Should We Care if a Warming Climate Changes the Taste of Wine?

nordic grapesBritt Karlsson in BK Wine Magazine asks “Should we lament that the taste of wines have changed?

That the wines we are accustomed to drinking will eventually change is probably inevitable in the wake of climate change. Some regions may need to change the grape variety, the heat may cause the acidity to drop, etc. This is especially a problem for the winegrowers who may be facing more unpredictable weather.

But for the wine consumers? Is it a problem for us that the taste of the wines we drink changes?

Her answer is no. I’m not so sure. Her argument is based on the fact that the taste of wine has always changed throughout history and we’ve come to accept that.

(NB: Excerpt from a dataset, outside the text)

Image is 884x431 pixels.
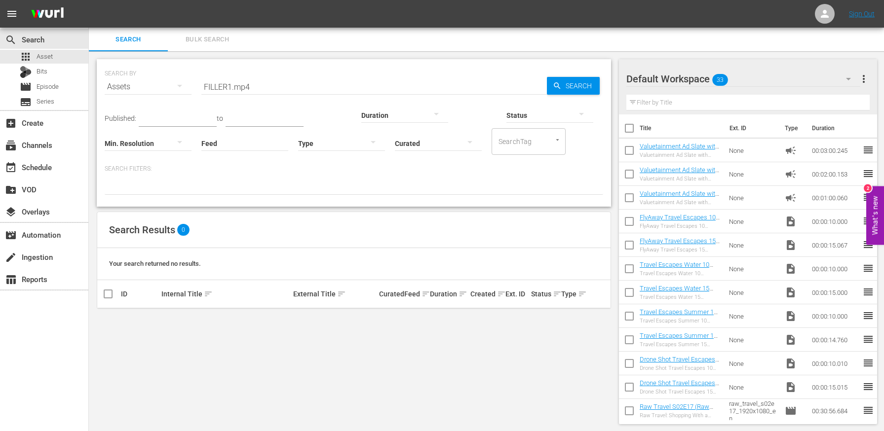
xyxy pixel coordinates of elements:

How did the wines taste before phylloxera hit during the second half of the 19th century? Nobody knows today. …

Those who started drinking wine in the 1970s and 1980s know that there has been a tremendous change in quality and variety since then. And thus, also of taste and character. We drink totally different wines today. Even the wines that come from the same regions that we drank at the time taste quite different today.

In fact, wine consumers easily accept new tastes. Remember when the New World wines emerged in the 1990s. People quickly became accustomed to (and liked) the more powerful and alcohol-richer warm-climate wines.

All of this is of course true up to a point. The vast majority of wine consumers probably won’t care if ripeness and alcohol levels increase because of climate change. They will be happy as long as the wine is drinkable. But connoisseurs and serious wine lovers who support the premium, fine wine market might care if ripeness levels wipe out the distinctive variations that classical wine regions produced. Sure we are happy to drink ripe Pinot Noir from the Santa Lucia Highlands and inky Shiraz from Barossa. But that’s only because we can always return to Burgundy or the Cote Rotie if we want a different expression. New World wines expanded the variations we can enjoy. Climate change threatens to reduce variation and that will be something to lament.

Of course it may be that as Burgundy gets too hot for quality Pinot Noir we might find satisfaction drinking Pinot from Scandinavia or Iceland. But there is no guarantee that emerging wine regions in the north are capable of producing wines of such transcendent quality as the best from Burgundy, Bordeaux, or Barolo. The fact is that even at the accelerated pace of the modern world it takes decades to develop a wine region. We won’t know for a very long time whether the classic wine regions are replaceable.

The issue is not whether the taste of wine will change. Of course it will. The question is whether the changes enhance or inhibit variations and overall quality. We simply don’t know the answer to that.

So we should probably not be too sanguine about the effects of climate change.